FORT MYERS, FLA. – Kirby Puckett liked to get to the Twins' spring training clubhouse early. Before the sun had risen on the morning of March 28, 1996, he drove his rented Cadillac to pick up two young pitchers, Eddie Guardado and Pat Mahomes.
"Every morning he'd pick me up real early and we'd go straight to McDonald's and order about 150 Egg McMuffins," Guardado said earlier this month. "He'd feed everybody in the clubhouse. That morning, I hop in the passenger seat and say, 'What's up?' and he says, 'Bro, I can't see out of my eye. It's blurry. I think I slept on it wrong.' "
The Twins would leave Fort Myers for Colorado that day to play two exhibition games. Puckett would not go with them.
He would say in the clubhouse that he woke up next to his wife, Tonya, that morning, and that he couldn't see her. The Twins would rush Puckett to Baltimore to see a specialist at Johns Hopkins. He would be diagnosed with glaucoma. He would never play in another baseball game.
Three-and-a-half months later, Puckett would announce his retirement, famously saying, "Don't take life for granted, because tomorrow isn't promised to any one of us."
Five years after that speech, Puckett would be inducted into the Baseball Hall of Fame. Five years after his induction, Puckett, just 45, would suffer a massive stroke and die.
His buoyant speech at his induction on a hot day in Cooperstown would stand in contrast to his last decade of life, a decade that started, unexpectedly on a hot, cloudy morning in southwest Florida.
"I'll never forget that morning," said Tom Kelly, the former Twins manager. "He walks in and he's screaming, 'I can't see, I can't see!' Everybody thought he was just being Kirby, fooling around and making noise and, lo and behold, that wasn't the case.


GOAL OF THE EXERCISE:
The answer should consist of every line in the material below that has the word "fold".

= = = = = = =

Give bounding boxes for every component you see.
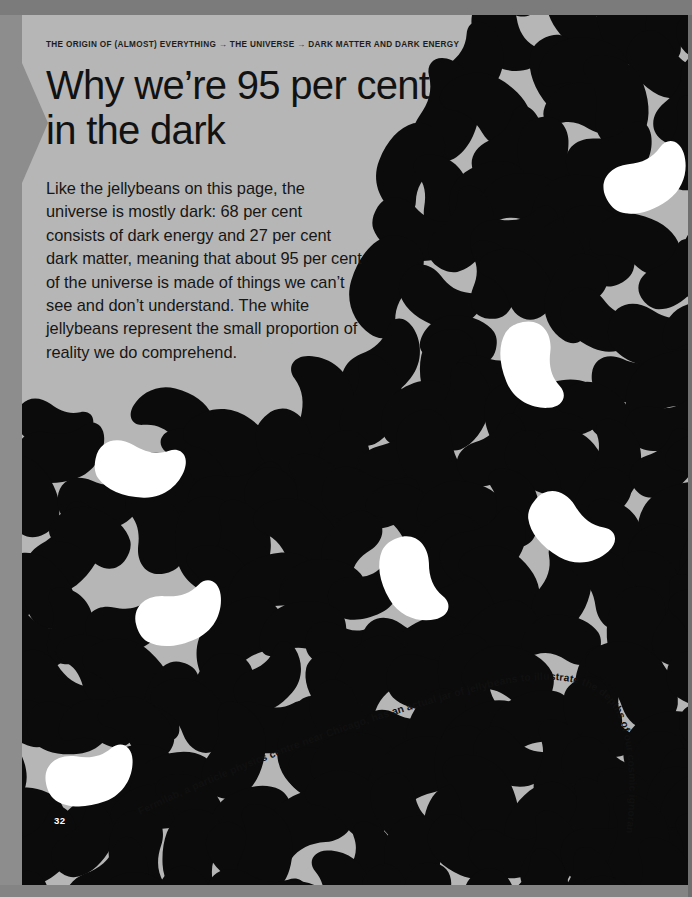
magazine-spread: THE ORIGIN OF (ALMOST) EVERYTHING → THE … xyxy=(0,0,692,897)
page-title: Why we’re 95 per cent in the dark xyxy=(46,63,446,153)
jellybean-dark xyxy=(662,301,688,350)
page-top-margin xyxy=(0,0,692,15)
page-right-margin xyxy=(688,15,692,897)
article-text-column: THE ORIGIN OF (ALMOST) EVERYTHING → THE … xyxy=(46,40,446,364)
page-bottom-margin xyxy=(0,885,692,897)
chevron-left-icon xyxy=(22,63,52,183)
standfirst-paragraph: Like the jellybeans on this page, the un… xyxy=(46,177,364,364)
page-left-margin xyxy=(0,15,22,897)
breadcrumb[interactable]: THE ORIGIN OF (ALMOST) EVERYTHING → THE … xyxy=(46,40,446,49)
page-number: 32 xyxy=(54,815,65,826)
page-sheet: THE ORIGIN OF (ALMOST) EVERYTHING → THE … xyxy=(22,15,688,885)
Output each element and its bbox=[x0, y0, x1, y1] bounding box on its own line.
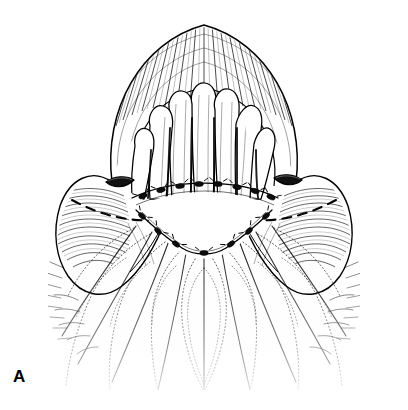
panel-label: A bbox=[13, 368, 25, 385]
anatomical-illustration bbox=[0, 0, 408, 410]
figure-panel-a: A bbox=[0, 0, 408, 410]
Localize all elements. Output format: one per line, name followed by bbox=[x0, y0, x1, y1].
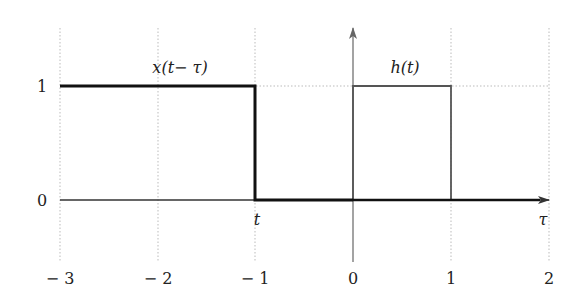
xtick-label-1: 1 bbox=[446, 269, 456, 288]
t-marker-label: t bbox=[254, 210, 261, 229]
h-signal-line bbox=[353, 86, 451, 200]
vertical-gridlines bbox=[60, 28, 549, 262]
tau-axis-label: τ bbox=[539, 210, 549, 229]
convolution-plot: 1 0 − 3 − 2 − 1 0 1 2 x(t− τ) h(t) t τ bbox=[0, 0, 578, 303]
xtick-label-2: 2 bbox=[544, 269, 554, 288]
x-signal-line bbox=[60, 86, 353, 200]
ytick-label-1: 1 bbox=[37, 77, 47, 96]
xtick-label-m1: − 1 bbox=[241, 269, 270, 288]
xtick-label-m2: − 2 bbox=[144, 269, 173, 288]
xtick-label-0: 0 bbox=[348, 269, 358, 288]
xtick-label-m3: − 3 bbox=[46, 269, 75, 288]
h-signal-label: h(t) bbox=[390, 58, 419, 77]
x-signal-label: x(t− τ) bbox=[152, 58, 207, 77]
ytick-label-0: 0 bbox=[37, 191, 47, 210]
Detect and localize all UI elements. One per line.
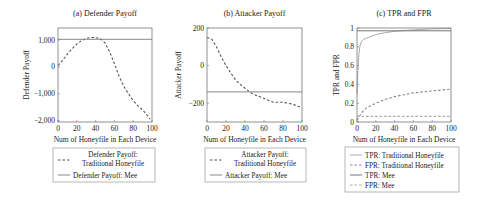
x-tick-label: 60 [111, 124, 119, 133]
legend-label: TPR: Traditional Honeyfile [365, 152, 444, 160]
x-tick-label: 100 [445, 124, 457, 133]
x-tick-label: 60 [410, 124, 418, 133]
series-line [357, 29, 451, 94]
series-line [58, 37, 150, 119]
y-tick-label: −2,000 [34, 116, 55, 125]
x-tick-label: 40 [92, 124, 100, 133]
x-tick-label: 100 [146, 124, 158, 133]
legend-label: Traditional Honeyfile [234, 160, 296, 168]
y-tick-label: 0 [350, 118, 354, 127]
x-tick-label: 60 [260, 124, 268, 133]
y-tick-label: 0.4 [345, 80, 355, 89]
chart-title: (c) TPR and FPR [376, 9, 432, 18]
y-tick-label: 1 [350, 24, 354, 33]
legend-label: Attacker Payoff: Mee [225, 172, 287, 180]
legend-label: Defender Payoff: [88, 151, 138, 159]
y-tick-label: 1,000 [38, 36, 55, 45]
x-axis-label: Num of Honeyfile in Each Device [203, 135, 306, 144]
y-tick-label: 0.8 [345, 42, 355, 51]
x-tick-label: 80 [428, 124, 436, 133]
legend-label: FPR: Traditional Honeyfile [365, 162, 444, 170]
x-tick-label: 0 [205, 124, 209, 133]
chart-panel-c: (c) TPR and FPR02040608010000.20.40.60.8… [332, 9, 459, 192]
legend: Defender Payoff:Traditional HoneyfileDef… [53, 148, 155, 182]
x-tick-label: 20 [372, 124, 380, 133]
legend-label: FPR: Mee [365, 182, 394, 190]
y-tick-label: 0.6 [345, 61, 355, 70]
legend: TPR: Traditional HoneyfileFPR: Tradition… [345, 147, 459, 192]
legend-label: Attacker Payoff: [241, 151, 289, 159]
x-axis-label: Num of Honeyfile in Each Device [54, 135, 157, 144]
legend-label: TPR: Mee [365, 172, 395, 180]
y-tick-label: 0 [51, 62, 55, 71]
plot-area [207, 28, 302, 122]
y-tick-label: −200 [189, 99, 205, 108]
series-line [357, 89, 451, 120]
legend-label: Defender Payoff: Mee [73, 172, 137, 180]
x-tick-label: 40 [241, 124, 249, 133]
y-axis-label: TPR and FPR [332, 54, 341, 96]
y-axis-label: Attacker Payoff [174, 51, 183, 99]
figure: (a) Defender Payoff020406080100−2,000−1,… [0, 0, 479, 200]
y-tick-label: 0.2 [345, 99, 355, 108]
y-tick-label: 0 [200, 61, 204, 70]
y-axis-label: Defender Payoff [22, 50, 31, 100]
chart-panel-b: (b) Attacker Payoff020406080100−2000200N… [174, 9, 308, 182]
y-tick-label: −1,000 [34, 89, 55, 98]
x-axis-label: Num of Honeyfile in Each Device [353, 135, 456, 144]
x-tick-label: 40 [391, 124, 399, 133]
x-tick-label: 20 [73, 124, 81, 133]
legend-label: Traditional Honeyfile [82, 160, 144, 168]
y-tick-label: 200 [193, 24, 205, 33]
x-tick-label: 80 [279, 124, 287, 133]
x-tick-label: 0 [56, 124, 60, 133]
plot-area [357, 28, 451, 122]
series-line [207, 37, 300, 107]
x-tick-label: 20 [222, 124, 230, 133]
chart-title: (a) Defender Payoff [73, 9, 137, 18]
x-tick-label: 0 [355, 124, 359, 133]
chart-title: (b) Attacker Payoff [224, 9, 286, 18]
chart-panel-a: (a) Defender Payoff020406080100−2,000−1,… [22, 9, 158, 182]
x-tick-label: 80 [129, 124, 137, 133]
x-tick-label: 100 [296, 124, 308, 133]
legend: Attacker Payoff:Traditional HoneyfileAtt… [205, 148, 306, 182]
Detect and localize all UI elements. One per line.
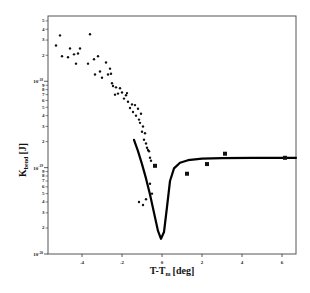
- data-point-dot: [97, 55, 99, 57]
- data-point-dot: [105, 61, 107, 63]
- data-point-dot: [129, 107, 131, 109]
- data-point-dot: [140, 113, 142, 115]
- data-point-dot: [123, 97, 125, 99]
- data-point-dot: [55, 44, 57, 46]
- data-point-dot: [61, 55, 63, 57]
- data-point-dot: [148, 150, 150, 152]
- data-point-dot: [107, 73, 109, 75]
- data-point-dot: [144, 132, 146, 134]
- data-point-square: [153, 164, 157, 168]
- data-point-dot: [59, 34, 61, 36]
- data-point-dot: [93, 58, 95, 60]
- data-point-dot: [139, 122, 141, 124]
- data-point-dot: [114, 93, 116, 95]
- data-point-dot: [112, 85, 114, 87]
- data-point-dot: [127, 101, 129, 103]
- data-point-dot: [134, 104, 136, 106]
- data-point-dot: [111, 82, 113, 84]
- data-point-dot: [149, 157, 151, 159]
- data-point-dot: [146, 147, 148, 149]
- data-point-square: [205, 162, 209, 166]
- data-point-dot: [75, 62, 77, 64]
- data-point-dot: [143, 139, 145, 141]
- data-point-dot: [87, 62, 89, 64]
- data-point-dot: [131, 103, 133, 105]
- data-point-square: [283, 156, 287, 160]
- data-point-dot: [151, 192, 153, 194]
- data-point-dot: [145, 142, 147, 144]
- data-point-dot: [141, 131, 143, 133]
- data-point-dot: [77, 52, 79, 54]
- data-point-dot: [117, 92, 119, 94]
- data-point-dot: [101, 77, 103, 79]
- data-point-dot: [149, 183, 151, 185]
- data-point-dot: [79, 47, 81, 49]
- data-point-dot: [89, 33, 91, 35]
- data-point-dot: [125, 94, 127, 96]
- data-point-square: [223, 152, 227, 156]
- data-point-dot: [69, 47, 71, 49]
- data-point-dot: [119, 87, 121, 89]
- data-point-dot: [73, 53, 75, 55]
- x-tick-label: -2: [120, 260, 125, 265]
- data-point-dot: [135, 114, 137, 116]
- chart: -4-20246 10-202345678910-192345678910-18…: [0, 0, 310, 293]
- data-point-dot: [138, 201, 140, 203]
- x-axis-title: T-Tm[deg]: [150, 265, 194, 277]
- data-point-dot: [137, 108, 139, 110]
- data-point-dot: [115, 86, 117, 88]
- data-point-dot: [142, 125, 144, 127]
- x-tick-label: -4: [80, 260, 85, 265]
- data-point-dot: [145, 198, 147, 200]
- data-point-dot: [150, 160, 152, 162]
- data-point-dot: [142, 204, 144, 206]
- data-point-dot: [109, 67, 111, 69]
- data-point-dot: [94, 73, 96, 75]
- data-point-dot: [99, 70, 101, 72]
- data-point-dot: [67, 56, 69, 58]
- data-point-dot: [138, 118, 140, 120]
- data-point-dot: [132, 111, 134, 113]
- data-point-dot: [126, 92, 128, 94]
- data-point-square: [185, 172, 189, 176]
- data-point-dot: [110, 73, 112, 75]
- data-point-dot: [121, 91, 123, 93]
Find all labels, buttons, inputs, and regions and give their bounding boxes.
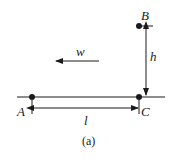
- label-l: l: [84, 113, 88, 128]
- label-h: h: [150, 49, 157, 64]
- point-a-dot: [29, 94, 35, 100]
- point-c-dot: [136, 94, 142, 100]
- figure-caption: (a): [82, 134, 95, 148]
- label-a: A: [16, 104, 25, 119]
- label-b: B: [141, 8, 149, 23]
- label-c: C: [141, 104, 150, 119]
- diagram-canvas: A C B h l w (a): [0, 0, 180, 162]
- label-w: w: [76, 44, 85, 59]
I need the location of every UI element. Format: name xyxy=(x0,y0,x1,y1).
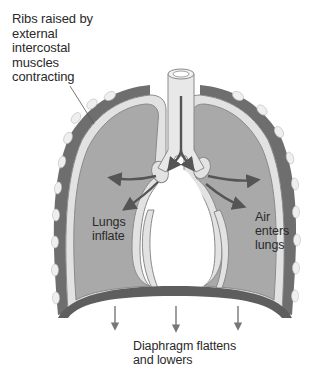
diaphragm-label: Diaphragm flattens and lowers xyxy=(133,339,236,367)
ribs-label: Ribs raised by external intercostal musc… xyxy=(12,12,93,85)
lungs-inflate-label: Lungs inflate xyxy=(92,215,126,243)
diaphragm-arrows xyxy=(115,306,238,330)
air-enters-label: Air enters lungs xyxy=(255,210,289,252)
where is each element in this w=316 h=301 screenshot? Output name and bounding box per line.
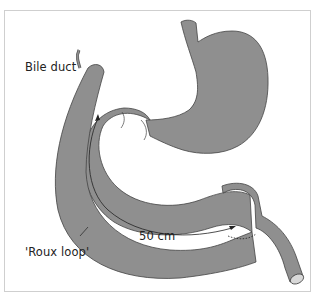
arrowhead-right [229,226,236,230]
fold-line [141,120,146,140]
roux-loop-label: 'Roux loop' [25,245,89,259]
fold-line [121,112,124,128]
arrowhead-top [95,114,100,121]
stomach [146,20,268,153]
bile-duct-label: Bile duct [25,60,76,74]
length-label: 50 cm [139,229,175,243]
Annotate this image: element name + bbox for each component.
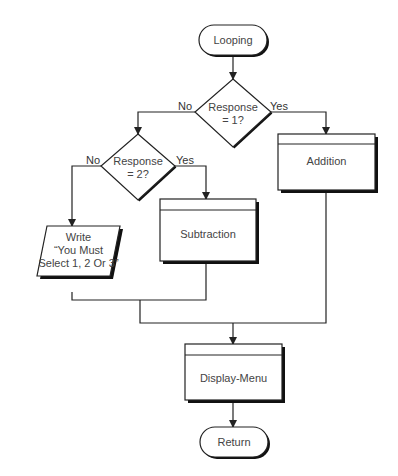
write-label: Write “You Must Select 1, 2 Or 3” [37, 231, 120, 270]
write-label-line1: Write [37, 231, 120, 244]
display-menu-label: Display-Menu [185, 372, 282, 385]
connector-d1-no [138, 112, 195, 134]
addition-label: Addition [278, 155, 375, 168]
decision1-label-line2: = 1? [195, 114, 271, 127]
decision2-label-line1: Response [101, 155, 175, 168]
decision2-yes-label: Yes [176, 154, 194, 166]
end-label: Return [200, 436, 268, 449]
start-label: Looping [199, 34, 267, 47]
decision1-label-line1: Response [195, 101, 271, 114]
decision2-label-line2: = 2? [101, 168, 175, 181]
decision2-label: Response = 2? [101, 155, 175, 181]
write-label-line2: “You Must [37, 244, 120, 257]
decision1-no-label: No [178, 100, 192, 112]
connector-d2-no [72, 166, 101, 226]
subtraction-label: Subtraction [160, 228, 256, 241]
decision1-label: Response = 1? [195, 101, 271, 127]
decision2-no-label: No [86, 154, 100, 166]
connector-d2-yes [175, 166, 206, 199]
write-label-line3: Select 1, 2 Or 3” [37, 257, 120, 270]
connector-d1-yes [271, 112, 326, 134]
decision1-yes-label: Yes [270, 100, 288, 112]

= = = = = = =

SOLUTION:
fold-line [141,120,146,140]
fold-line [121,112,124,128]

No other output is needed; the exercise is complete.